Thursday, June 4, 2009

Freebie and the Bean (1974)


Directed by Richard Rush. This is pretty much the Rosetta Stone of buddy-cop comic action dramas and there must be some very specific reason it is not available on DVD, but I don't know what it is. I had hoped to learn the reason when an interview with director Richard Rush turned up in a recent issue of Shock Cinema magazine, but that didn't come up.

What did come up was that -- according to Rush -- James Caan and Alan Arkin were complete primadonna assholes who refused to get along during much of the film's making. The reason that's so interesting is that the only thing that makes this flick work is what is apparently the illusion of tremendous chemistry between its two stars.
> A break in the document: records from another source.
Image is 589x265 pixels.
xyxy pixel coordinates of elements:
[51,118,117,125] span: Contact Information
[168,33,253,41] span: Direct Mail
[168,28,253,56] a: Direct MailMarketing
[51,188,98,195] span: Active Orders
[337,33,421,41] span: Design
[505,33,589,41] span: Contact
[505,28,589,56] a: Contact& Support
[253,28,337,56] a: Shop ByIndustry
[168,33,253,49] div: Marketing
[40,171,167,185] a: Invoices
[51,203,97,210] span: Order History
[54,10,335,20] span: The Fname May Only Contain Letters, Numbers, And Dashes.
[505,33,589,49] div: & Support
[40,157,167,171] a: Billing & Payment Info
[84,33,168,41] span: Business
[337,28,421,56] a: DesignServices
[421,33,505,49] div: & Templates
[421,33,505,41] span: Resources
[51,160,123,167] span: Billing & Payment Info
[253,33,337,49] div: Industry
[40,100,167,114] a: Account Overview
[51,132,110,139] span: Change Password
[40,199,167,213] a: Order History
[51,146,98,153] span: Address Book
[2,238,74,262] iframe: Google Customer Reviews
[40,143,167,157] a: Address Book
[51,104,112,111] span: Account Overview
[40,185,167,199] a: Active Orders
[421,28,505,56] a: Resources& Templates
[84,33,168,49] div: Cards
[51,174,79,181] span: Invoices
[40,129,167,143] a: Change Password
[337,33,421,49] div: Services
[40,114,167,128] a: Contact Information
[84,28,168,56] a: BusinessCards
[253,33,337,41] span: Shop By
There's not a hell of a lot of plot and the script is hardly meaty. But the delivery between Caan and Arkin is awesome. It's fast and sharp. Everything here depends on character. The story takes place in a dirty contemporary San Francisco where a corrupt police force is an accepted assumption and not particularly frowned upon. Caan's "Freebie" wants only to increase his piece of the action by graduating to the vice squad. Arkin's "Bean" is an Hispanic (Robert Heyges may or may not have been an alternate choice for the role) family man who, despite his skills as a cop and detective, is unable to confirm whether his wife is cheating on him.

As part of their work day, Freebie and Bean are quite comfortable beating information out of people, shooting through and driving over bystanders, and ignoring due process rights. Also, this movie is from 1974, so homosexuals are portrayed as mincing freaks incapable of socialization.

But Caan and Arkin are remarkable and that's why this is worth seeking out.